It is a signal mark of "Quiz Show's" brilliant peculiarity that it contains a line that has never been in an American movie and never will be again.
"Oh, I meant to watch your show, Charles," a plummy, smug Mark Van Doren says to his son, "but Bunny Wilson was over and you know how carried away Bunny gets!"
A facsimile of Bunny Wilson, better known as America's most brilliant literary critic Edmund Wilson, even appears: he's a pink, round, vigorous gentleman, a knight at the rectangular picnic table of American culture that is about to be overthrown by a Modred called television, whose prime champion would be none other than that same Charles Van Doren.
That's one of the themes that resonates in "Quiz Show," which is set in the dawning of the age of television and follows as the tube detroys refined "high culture" and such figures as Mark Van Doren and Bunny Wilson, to replace them with something coarser, more vigorous, sloppier, and interested only in money and power, never in ideas. One feels in it the earth move forever: the end of Camelot and the triumph of Babble.
The movie, as is so well-known, chronicles the first of the big television scandals. But its most salient point, of course, is that the scandal did little damage to television, or to the perpetrators of the hoax, or, really, to anybody except the two men who stood in the forefront.
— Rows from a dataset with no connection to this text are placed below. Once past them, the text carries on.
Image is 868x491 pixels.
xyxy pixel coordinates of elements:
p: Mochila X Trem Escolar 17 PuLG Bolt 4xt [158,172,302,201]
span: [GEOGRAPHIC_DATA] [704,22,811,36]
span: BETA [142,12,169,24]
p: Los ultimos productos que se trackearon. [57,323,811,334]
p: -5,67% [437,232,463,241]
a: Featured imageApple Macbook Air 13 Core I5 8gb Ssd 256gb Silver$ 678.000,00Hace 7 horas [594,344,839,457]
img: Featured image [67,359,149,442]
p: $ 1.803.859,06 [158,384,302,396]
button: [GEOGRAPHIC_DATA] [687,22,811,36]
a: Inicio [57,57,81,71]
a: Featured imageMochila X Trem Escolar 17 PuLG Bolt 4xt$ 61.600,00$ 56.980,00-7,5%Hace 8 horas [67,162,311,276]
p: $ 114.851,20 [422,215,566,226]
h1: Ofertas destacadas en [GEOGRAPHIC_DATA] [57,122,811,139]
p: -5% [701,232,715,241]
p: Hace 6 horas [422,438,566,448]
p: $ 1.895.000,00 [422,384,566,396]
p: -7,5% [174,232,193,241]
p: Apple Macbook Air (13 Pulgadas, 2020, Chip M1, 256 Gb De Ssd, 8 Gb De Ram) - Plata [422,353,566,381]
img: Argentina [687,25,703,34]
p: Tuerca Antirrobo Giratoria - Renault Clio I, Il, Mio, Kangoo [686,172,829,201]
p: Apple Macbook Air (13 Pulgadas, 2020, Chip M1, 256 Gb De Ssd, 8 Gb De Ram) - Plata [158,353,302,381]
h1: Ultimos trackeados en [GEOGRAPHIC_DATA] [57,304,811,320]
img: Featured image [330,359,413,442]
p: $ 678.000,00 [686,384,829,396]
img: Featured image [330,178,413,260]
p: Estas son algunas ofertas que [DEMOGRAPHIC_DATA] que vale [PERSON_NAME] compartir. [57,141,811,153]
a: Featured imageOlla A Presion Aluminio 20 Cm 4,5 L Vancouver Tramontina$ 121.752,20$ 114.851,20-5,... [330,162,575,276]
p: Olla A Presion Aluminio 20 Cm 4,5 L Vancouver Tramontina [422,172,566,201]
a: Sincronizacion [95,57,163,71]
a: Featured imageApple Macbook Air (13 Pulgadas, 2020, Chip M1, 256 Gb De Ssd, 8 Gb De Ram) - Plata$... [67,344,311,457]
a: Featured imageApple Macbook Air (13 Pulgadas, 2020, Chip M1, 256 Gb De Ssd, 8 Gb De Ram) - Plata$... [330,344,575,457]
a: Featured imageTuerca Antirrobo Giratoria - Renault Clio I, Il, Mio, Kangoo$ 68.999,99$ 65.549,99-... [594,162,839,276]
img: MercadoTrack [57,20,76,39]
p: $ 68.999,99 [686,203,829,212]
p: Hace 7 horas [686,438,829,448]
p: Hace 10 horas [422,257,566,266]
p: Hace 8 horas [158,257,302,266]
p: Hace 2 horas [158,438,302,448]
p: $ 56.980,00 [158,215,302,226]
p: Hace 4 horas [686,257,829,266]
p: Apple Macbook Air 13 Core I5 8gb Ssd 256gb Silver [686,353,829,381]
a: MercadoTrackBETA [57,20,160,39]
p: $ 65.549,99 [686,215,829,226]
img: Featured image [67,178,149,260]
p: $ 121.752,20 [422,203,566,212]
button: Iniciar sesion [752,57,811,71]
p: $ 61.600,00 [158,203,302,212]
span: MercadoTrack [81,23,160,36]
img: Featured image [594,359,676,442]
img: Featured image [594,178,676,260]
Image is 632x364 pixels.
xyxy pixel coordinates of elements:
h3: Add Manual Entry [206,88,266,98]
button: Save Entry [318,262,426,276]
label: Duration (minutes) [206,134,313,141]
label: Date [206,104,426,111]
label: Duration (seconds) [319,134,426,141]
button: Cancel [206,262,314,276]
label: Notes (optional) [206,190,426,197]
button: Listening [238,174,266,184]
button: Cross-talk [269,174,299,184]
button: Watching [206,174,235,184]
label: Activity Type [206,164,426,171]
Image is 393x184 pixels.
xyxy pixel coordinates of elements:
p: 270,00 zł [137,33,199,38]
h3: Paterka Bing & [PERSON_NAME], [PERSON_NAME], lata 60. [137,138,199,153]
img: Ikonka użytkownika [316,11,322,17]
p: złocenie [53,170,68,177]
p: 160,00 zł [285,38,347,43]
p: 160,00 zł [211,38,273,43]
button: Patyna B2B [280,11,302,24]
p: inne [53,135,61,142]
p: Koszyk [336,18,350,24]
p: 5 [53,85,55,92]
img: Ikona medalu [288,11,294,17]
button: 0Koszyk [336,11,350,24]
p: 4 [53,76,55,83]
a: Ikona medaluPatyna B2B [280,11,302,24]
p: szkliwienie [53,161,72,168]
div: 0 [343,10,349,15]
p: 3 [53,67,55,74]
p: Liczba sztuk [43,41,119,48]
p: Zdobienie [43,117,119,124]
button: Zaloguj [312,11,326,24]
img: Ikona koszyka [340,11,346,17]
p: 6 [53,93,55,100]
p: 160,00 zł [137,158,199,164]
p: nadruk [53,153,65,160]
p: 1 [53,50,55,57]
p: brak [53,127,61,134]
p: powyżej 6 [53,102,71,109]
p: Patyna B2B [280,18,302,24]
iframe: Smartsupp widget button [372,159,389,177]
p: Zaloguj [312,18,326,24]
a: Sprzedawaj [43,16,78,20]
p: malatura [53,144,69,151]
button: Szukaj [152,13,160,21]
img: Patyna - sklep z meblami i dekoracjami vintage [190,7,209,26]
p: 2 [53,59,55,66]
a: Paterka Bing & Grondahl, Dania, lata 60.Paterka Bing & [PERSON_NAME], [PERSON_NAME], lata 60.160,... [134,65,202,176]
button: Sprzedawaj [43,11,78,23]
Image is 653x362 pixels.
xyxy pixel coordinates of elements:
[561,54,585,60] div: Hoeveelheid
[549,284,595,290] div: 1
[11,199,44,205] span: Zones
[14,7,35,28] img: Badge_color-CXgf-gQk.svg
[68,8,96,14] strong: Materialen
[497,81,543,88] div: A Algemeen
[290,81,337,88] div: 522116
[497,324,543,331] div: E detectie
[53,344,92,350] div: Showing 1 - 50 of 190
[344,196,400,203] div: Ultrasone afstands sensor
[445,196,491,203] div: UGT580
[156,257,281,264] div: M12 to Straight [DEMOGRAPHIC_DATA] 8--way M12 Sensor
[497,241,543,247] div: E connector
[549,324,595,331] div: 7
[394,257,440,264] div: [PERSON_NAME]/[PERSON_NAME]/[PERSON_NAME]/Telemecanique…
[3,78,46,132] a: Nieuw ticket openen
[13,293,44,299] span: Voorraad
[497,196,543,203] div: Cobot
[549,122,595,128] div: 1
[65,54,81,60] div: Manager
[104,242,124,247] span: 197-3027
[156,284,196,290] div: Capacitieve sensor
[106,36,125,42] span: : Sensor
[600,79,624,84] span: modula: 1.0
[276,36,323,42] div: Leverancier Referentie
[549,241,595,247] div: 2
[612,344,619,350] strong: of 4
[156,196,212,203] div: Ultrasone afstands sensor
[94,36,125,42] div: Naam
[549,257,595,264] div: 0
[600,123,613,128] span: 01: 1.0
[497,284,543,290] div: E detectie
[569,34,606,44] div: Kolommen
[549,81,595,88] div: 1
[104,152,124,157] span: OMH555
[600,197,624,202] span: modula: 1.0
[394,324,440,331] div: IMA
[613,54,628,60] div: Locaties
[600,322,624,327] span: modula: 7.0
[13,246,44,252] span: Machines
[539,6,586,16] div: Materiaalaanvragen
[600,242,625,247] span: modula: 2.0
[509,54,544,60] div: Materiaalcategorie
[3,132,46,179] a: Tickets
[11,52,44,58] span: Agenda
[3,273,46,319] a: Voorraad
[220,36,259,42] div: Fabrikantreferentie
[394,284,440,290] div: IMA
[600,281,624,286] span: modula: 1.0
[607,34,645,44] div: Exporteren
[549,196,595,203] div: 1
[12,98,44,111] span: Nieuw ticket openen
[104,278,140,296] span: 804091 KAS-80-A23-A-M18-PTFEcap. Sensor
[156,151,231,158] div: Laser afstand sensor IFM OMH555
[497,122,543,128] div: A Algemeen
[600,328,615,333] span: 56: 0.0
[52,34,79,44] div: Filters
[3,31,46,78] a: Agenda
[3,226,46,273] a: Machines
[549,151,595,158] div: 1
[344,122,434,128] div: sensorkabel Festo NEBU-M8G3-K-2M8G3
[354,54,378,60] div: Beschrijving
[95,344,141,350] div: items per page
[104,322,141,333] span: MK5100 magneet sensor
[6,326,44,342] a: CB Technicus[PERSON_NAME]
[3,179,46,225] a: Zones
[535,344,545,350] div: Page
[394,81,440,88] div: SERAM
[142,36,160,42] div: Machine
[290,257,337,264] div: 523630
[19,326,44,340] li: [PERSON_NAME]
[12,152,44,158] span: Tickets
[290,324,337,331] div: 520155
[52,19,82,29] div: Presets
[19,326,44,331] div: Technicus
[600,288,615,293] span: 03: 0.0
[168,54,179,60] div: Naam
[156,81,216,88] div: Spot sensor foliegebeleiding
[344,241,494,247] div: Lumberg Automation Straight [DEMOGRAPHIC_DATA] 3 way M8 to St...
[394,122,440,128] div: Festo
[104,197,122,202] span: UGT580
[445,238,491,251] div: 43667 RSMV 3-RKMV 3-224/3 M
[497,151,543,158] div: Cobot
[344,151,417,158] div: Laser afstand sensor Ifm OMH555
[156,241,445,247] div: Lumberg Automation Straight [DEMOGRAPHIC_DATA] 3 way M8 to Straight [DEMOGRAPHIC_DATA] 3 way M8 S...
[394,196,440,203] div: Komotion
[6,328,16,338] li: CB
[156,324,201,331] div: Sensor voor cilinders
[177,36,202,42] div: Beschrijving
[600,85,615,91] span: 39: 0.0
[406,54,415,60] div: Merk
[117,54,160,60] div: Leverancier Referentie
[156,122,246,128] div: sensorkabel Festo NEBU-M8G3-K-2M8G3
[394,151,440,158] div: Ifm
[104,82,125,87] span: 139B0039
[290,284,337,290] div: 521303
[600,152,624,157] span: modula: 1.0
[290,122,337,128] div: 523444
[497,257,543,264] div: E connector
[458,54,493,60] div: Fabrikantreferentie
These were Charles Van Doren and Herbert Stempel, two knights of the intellect who jousted in the arena of "Twenty-One," where the fair champion Van Doren unseated poor nebbishy Herby. Of course it was rigged, a professional wrestling match of the brainiac set.
What's so good about Robert Redford's sleek version of the story is how delicately such issues as motive and emotions are sketched, and how ambiguity, not glib moralizing, is prized. "Quiz Show" is about television and the national character, but it's also about character at the most intimate, individual level: about the little things that one half of the brain whispers to the other late at night when nobody is listening. And what the brain does with that information.
It whispered to Charles Van Doren. Beloved but taken-for-granted son of America's most famous mandarin intellectual, an instructor at Columbia, a young man with seemingly a whole world before him, Van Doren was taken in by producers Charles Enwright and Albert Freedman, who liked his teeth. Apparently without giving it much thought, he agreed to appear as a contestant and accept not only the answers but coaching on dramatic techniques.